# [Task]
Look through the entries below and extract exactly the lines from the one containing "You are a GUI" through the one containing "This screenshot has", ends included.

# [The records]
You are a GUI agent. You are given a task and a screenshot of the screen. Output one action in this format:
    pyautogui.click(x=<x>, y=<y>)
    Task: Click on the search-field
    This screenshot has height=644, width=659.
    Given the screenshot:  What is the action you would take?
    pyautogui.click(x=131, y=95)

...

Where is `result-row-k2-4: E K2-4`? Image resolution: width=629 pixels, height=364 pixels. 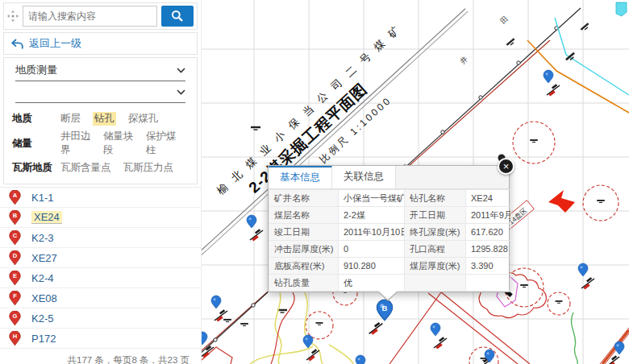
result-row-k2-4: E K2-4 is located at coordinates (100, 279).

# [Task result]
You are a GUI agent. You are given a task and a screenshot of the screen. Output one action in this format:
    pyautogui.click(x=<x>, y=<y>)
    Task: Click on the search-field
    This screenshot has height=644, width=659.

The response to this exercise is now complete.